SWIG Escape Hatch — Manual .i Files
cpp.js auto-generates SWIG .i interface files for every header it sees. You only write a manual .i file when the auto-generated one isn't enough. Default to letting cpp.js generate — fall back to manual only when forced.
How auto-generation works
For each header in paths.header (defaults to paths.native, defaults to src/native), cpp.js generates an .i file with:
%module FILENAME_UPPER
%feature("shared_ptr")
%feature("polymorphic_shared_ptr")
%include "path/to/header.h"
That's it. Header included verbatim, shared_ptr features enabled, module name derived from filename. For 95% of cases this is correct.
When you need to write your own
You're forced into manual .i only when one of these is true:
- Custom type mappings (
%typemapdirectives) — converting an exotic upstream type to a JS-friendly one. - Selective symbol export — your header has 100 symbols and you want to expose only 10. Auto-generated
.iexposes everything. - Renaming (
%rename) — your C++ symbol clashes with a JS reserved word, or you want a more idiomatic JS name. - Ignoring members (
%ignore) — a method takes a raw pointer that the auto-binder would choke on, and you can't refactor the upstream header. - Custom directors for cross-language polymorphism (rare).
For everything else, write a C++ wrapper instead. Wrappers are easier to reason about and won't drift if SWIG semantics change.

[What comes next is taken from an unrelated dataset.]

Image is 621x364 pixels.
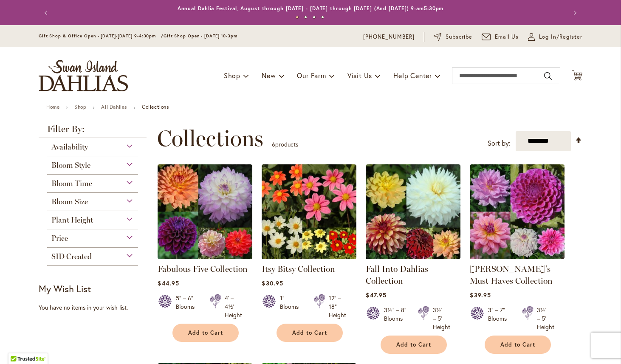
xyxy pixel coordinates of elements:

How to wire a manual .i into your project
cpp.js looks for an .i file using two mechanisms (in order):
Option 1 — sibling next to header
If src/native/foo.h has a sibling src/native/foo.i, cpp.js uses the .i instead of auto-generating. Same path + .i extension is the trigger.
src/native/
├── foo.h # the header
└── foo.i # YOUR custom interface — overrides auto-gen
Option 2 — paths.module override
If your .i files live elsewhere, point cppjs.config.js at them:
export default {
general: { name: 'myapp' },
paths: {
config: import.meta.url,
native: ['src/native'],
module: ['src/swig'], // .i files live here
},
}
cpp.js reads paths.module (defaults to paths.native) for .i files. The ext.module field controls extensions to recognize (defaults to ['i']).
Minimal .i template
%module mymodule
%{
#include "myheader.h"
%}
%feature("shared_ptr")
%feature("polymorphic_shared_ptr")
// Optional: rename a method to be JS-idiomatic
%rename(processData) MyClass::process_data;
// Optional: ignore an unbindable method
%ignore MyClass::raw_pointer_method;
// Include the header (so SWIG sees the declarations)
%include "myheader.h"
Replace mymodule with FILENAME_UPPER (the convention auto-gen uses). Drop into src/native/myheader.i next to myheader.h.
Caveats
- Manual
.ioverrides the auto-gen entirely. You're responsible for%feature("shared_ptr")and the rest. Forget them, andshared_ptrreturns become opaque pointers in JS. %include "myheader.h"is what tells SWIG about your symbols. Without it, the.iis empty even with the%{ #include ... %}block (that one only injects into the generated wrapper, not into SWIG's symbol table).- Build cache keys on header hash, not
.ihash. If you only edit the.iand not the header, you may need to clear.cppjs/cache.jsonortouchthe header to retrigger the binding regen.
When you're past .i
If a .i file isn't enough either, the only remaining option is to wrap in C++ — see the wrapper pattern in C++ binding rules. Anything reachable from a clean wrapper class with binding-friendly types will bind.
See also
- C++ binding rules — what auto-generated bindings can and can't handle.
- Paths —
paths.moduleandext.modulefields. - Troubleshooting — SWIG generation failures.